In the space of a week, sentiment on the Shelby County Commission shifted away from what had seemed to be a bare consensus in favor of a $17.8 million payoff to Clark Construction Group for convention center cost overruns.
By the time the commission got around to voting on the much-deferred matter at its meeting Monday, at least four votes had turned around — one or two of them in the course of a spirited debate on the matter — and Clark had suffered a stinging rebuff. The final tally was three ayes, two passes, and eight fairly resounding nos.
What happened?
One reason, clearly, was an increased media focus on the proposal — including the Flyer‘s cover story last week and attention given the matter in The Commercial Appeal and on television news reports. Another, related factor was the dawning realization by commissioners that they were being asked to take the first hits on a controversy that, at least arguably, had more to do with another jurisdiction — that of city government.
Four of the no-voters on Monday — Republicans Tom Moss, Joyce Avery, and Linda Rendtorff and Democrat Joe Ford — had done complete turnarounds since last week. The most striking was reversal was that of Rendtorff, who began a statement Monday in support of the position of Memphis mayor Willie Herenton and Shelby County mayor A C Wharton that the proposed settlement was in order.
But even as she professed to accept the mayors’ reasoning — including Wharton’s stated concerns about litigation costs and risk to the county’s bond rating from a lingering “contingent liability” — Rendtorff pointed out that, technically, the contract was between Clark on one hand and the city and the convention center board on the other.
She also obliquely noted that the prime mover in the effort to settle with Clark was Herenton, who has pointedly declined so far either to make public his reasons for supporting the settlement or to submit the issue to the City Council. (Although it was Clark attorney Karl Schledwitz‘s impression that Herenton has already signed a memorandum of understanding with the company.) Again this week, as he has previously, Herenton declined to be interviewed on the subject.
Rendtorff, commenting on a proposal from Julian Bolton that a limited set-aside be established for an ultimate agreement (“Let’s give Mayor Herenton something to work with,” he said), then floated a novel solution — that the city, in accordance with its contracting priority, should fund 70 percent of any settlement, leaving the county responsible for only the remaining 30 percent.
Moss, who made two unsuccessful attempts to get the issue deferred until the commission’s meeting of May 17th, agreed with Rendtorff that “we [county government] shouldn’t keep sticking our neck out on these things” and that the city should bear more of the burden for the convention center affair, both financially and PR-wise.
More than most, Moss felt the underlying tug-of-war.

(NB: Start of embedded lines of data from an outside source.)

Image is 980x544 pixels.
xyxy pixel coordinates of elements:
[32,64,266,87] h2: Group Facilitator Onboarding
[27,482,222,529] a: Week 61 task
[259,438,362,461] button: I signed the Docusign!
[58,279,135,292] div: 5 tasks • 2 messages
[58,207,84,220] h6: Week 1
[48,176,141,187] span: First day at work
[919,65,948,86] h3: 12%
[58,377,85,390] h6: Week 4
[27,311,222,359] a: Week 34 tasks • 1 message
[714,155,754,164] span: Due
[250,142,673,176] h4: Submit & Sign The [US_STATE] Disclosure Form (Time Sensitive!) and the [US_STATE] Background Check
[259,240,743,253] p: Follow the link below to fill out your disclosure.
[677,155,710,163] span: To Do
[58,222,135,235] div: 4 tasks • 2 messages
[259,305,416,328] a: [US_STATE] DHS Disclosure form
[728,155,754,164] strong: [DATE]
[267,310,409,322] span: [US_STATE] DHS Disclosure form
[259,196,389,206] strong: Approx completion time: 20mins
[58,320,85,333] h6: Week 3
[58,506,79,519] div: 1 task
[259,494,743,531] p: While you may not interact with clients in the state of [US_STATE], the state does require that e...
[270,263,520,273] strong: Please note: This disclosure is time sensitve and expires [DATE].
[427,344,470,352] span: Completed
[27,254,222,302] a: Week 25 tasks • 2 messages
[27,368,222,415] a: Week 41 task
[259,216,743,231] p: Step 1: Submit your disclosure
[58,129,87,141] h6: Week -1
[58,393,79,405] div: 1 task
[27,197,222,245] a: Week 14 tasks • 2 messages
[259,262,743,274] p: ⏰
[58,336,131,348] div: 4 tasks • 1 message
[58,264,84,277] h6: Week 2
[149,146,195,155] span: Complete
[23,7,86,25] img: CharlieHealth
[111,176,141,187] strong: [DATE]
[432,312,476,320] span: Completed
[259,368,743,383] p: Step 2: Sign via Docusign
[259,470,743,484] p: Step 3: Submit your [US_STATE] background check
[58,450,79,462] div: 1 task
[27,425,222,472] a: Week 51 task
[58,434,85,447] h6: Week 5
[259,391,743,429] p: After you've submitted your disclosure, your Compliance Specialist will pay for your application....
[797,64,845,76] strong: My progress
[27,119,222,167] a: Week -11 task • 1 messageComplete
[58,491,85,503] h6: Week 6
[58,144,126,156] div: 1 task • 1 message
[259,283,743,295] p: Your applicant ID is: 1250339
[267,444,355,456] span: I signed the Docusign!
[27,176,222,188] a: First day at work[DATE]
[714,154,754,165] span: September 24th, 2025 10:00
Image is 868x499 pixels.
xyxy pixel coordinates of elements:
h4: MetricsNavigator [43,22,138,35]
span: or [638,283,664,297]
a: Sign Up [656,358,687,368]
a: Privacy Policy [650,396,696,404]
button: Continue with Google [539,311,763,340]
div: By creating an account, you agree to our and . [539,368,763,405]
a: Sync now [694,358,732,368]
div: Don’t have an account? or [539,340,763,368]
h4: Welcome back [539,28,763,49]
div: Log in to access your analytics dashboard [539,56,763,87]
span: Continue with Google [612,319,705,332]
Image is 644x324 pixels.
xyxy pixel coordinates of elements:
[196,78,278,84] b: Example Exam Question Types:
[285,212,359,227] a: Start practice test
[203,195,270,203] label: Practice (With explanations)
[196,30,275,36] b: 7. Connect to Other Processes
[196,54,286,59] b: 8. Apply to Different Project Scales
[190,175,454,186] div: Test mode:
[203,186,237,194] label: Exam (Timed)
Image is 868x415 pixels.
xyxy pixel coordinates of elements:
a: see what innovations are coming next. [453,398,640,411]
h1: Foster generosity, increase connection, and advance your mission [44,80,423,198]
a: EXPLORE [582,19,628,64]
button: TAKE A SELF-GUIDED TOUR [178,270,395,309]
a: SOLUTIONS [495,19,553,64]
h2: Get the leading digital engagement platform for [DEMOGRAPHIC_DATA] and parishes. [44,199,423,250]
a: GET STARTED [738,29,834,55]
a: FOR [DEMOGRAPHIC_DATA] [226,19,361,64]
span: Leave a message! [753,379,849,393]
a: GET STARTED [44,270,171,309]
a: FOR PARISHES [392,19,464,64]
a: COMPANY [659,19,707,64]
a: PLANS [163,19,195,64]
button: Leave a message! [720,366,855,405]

As a homebuilder himself, he is tuned in to the concerns of the development community, including the subcontractors who have been squeezed by the reluctance of Clark to pay them, and he remains convinced that some sort of settlement is in order.
But Moss is also a representative of District 4, an outlying suburban area whose generally conservative constituents are loath to spend out of the public treasury unless they get something tangible for it — like the new Arlington school, subject of intense controversy on the commission all last year.
Avery, another District 4 commissioner, had clearly heard from her constituents during the week leading up to Monday’s meeting. She also was made privy to findings of the Pearson Management Group, an advisory company hired by the city, which, as her colleague Bruce Thompson noted Monday, had advised against further payments to Clark. “I just have too many concerns, and I’ve learned too much that I wasn’t aware of,” she said after the meeting.
The commission’s apparent consensus in favor of litigation owed much to the unanimity, crossing political boundaries, among the body’s lawyers — Walter Bailey, David Lillard, and Bolton — that a settlement at this point, sans depositions and further legal discovery, was premature. And telling, too, was the appearance before the commission of Lance Fair, who reminded commissioners of the determined opposition to the agreement by his late father, former commissioner and convention center board chairman Morris Fair.
But the real determinant Monday was clearly a sense that the city — and Mayor Herenton, in particular — should go first. And go public.